Liquidation Preference: The Silent Deal Breaker

Liquidation preference determines who gets paid first — and how much — when your company is sold, merged, or wound up. It is one of the most consequential economic terms in any term sheet.

Definition: Investors with preferred stock receive their liquidation preference before common shareholders (founders, employees) receive anything in an exit event.

The Multiple

  • 1x: Investor gets their money back first. The market standard for early-stage rounds.
  • 2x or 3x: Investor gets 2–3x their investment before founders see anything. Rare in early rounds; resist this.

Participating vs Non-Participating

Non-participating (founder-friendly): The investor chooses either their preference OR converts to common stock for a proportional share. In a high-value exit, they'll convert.

Participating ("double-dipping"): The investor takes their preference AND participates proportionally in remaining proceeds. Always more dilutive to founders.

Capped participation: Investor participates up to a total return cap (e.g., 2–3x), after which remaining proceeds go to common shareholders.

Worked Example

Company raised: Seed $1M (20% equity), Series A $3M (30% equity). Company sells for $4M.

1x Non-Participating: Series A takes $3M, Seed takes $1M. Founders get $0 — investors took their preference.

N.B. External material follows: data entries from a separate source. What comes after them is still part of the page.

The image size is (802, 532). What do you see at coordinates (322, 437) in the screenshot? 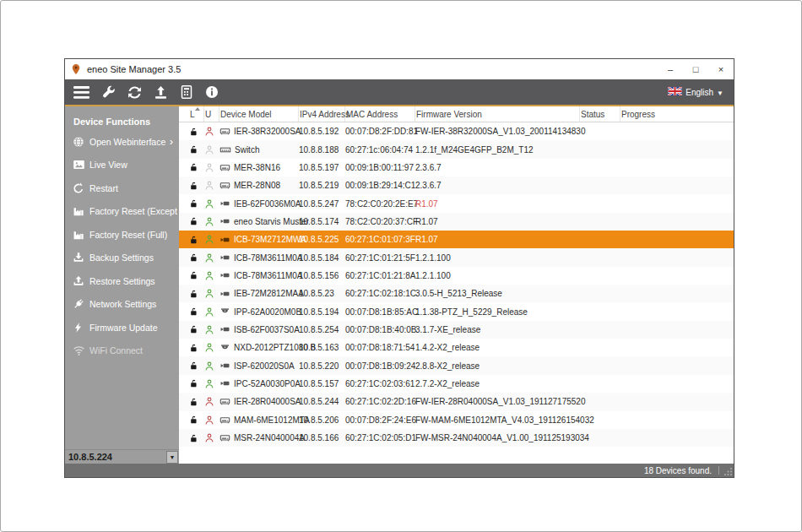
I see `ipv4-cell: 10.8.5.166` at bounding box center [322, 437].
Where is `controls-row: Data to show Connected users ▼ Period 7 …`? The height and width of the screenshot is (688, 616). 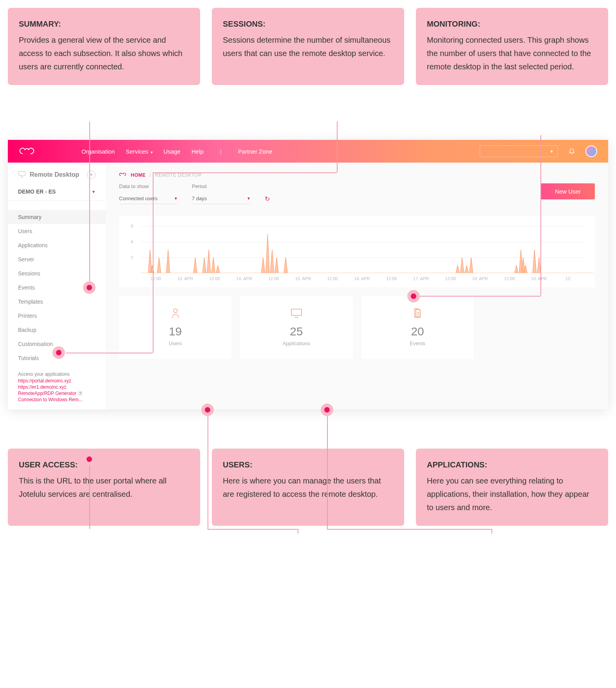 controls-row: Data to show Connected users ▼ Period 7 … is located at coordinates (357, 194).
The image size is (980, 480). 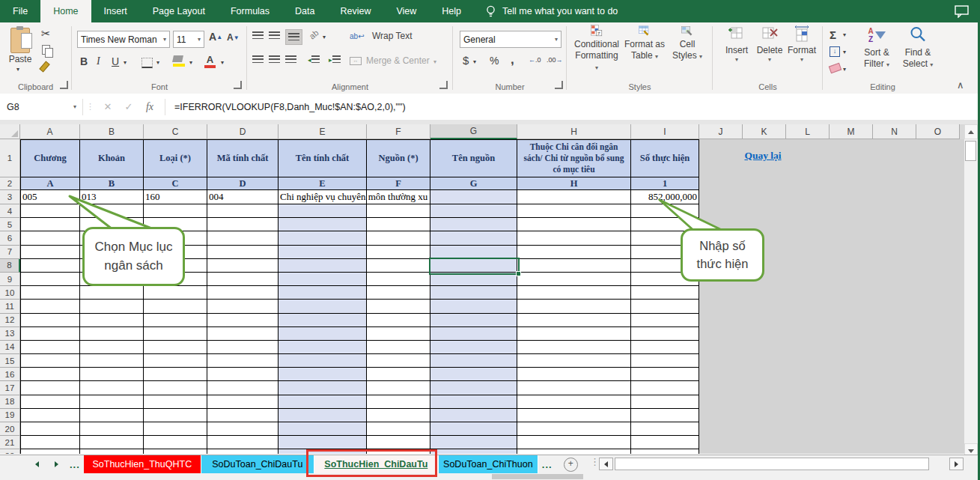 I want to click on align-center-icon, so click(x=274, y=60).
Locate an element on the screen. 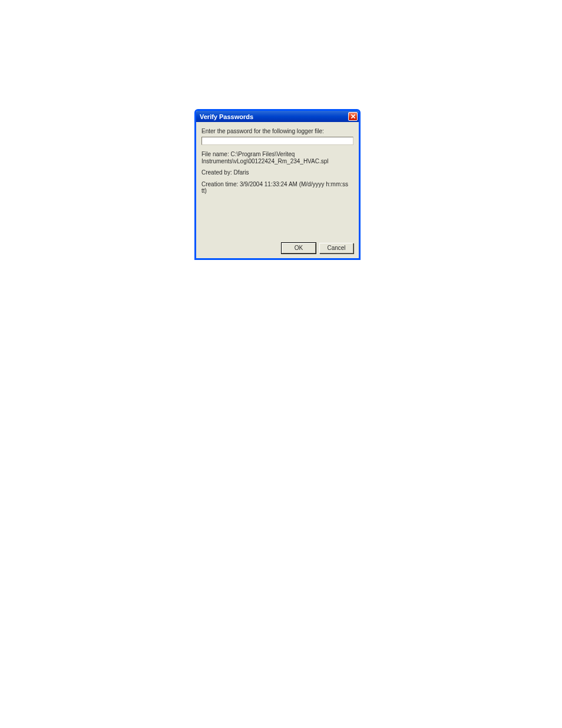  close-icon is located at coordinates (353, 117).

1x Participating at $20M exit: Series A takes $3M preference + 30% of remaining $16M = $7.8M total. Founders get their proportional share of what's left after preferences.

Evolv's Recommendations

  • Push for 1x non-participating preferred — the market standard for early-stage.
  • Always model exit scenarios before signing. Build the waterfall table.
  • Resist anything above 1x in early rounds.
  • If participation is unavoidable, negotiate a cap at 2x or 3x total return.
  • Understand the preference stack — in multi-round companies, who is senior matters in a low-value exit.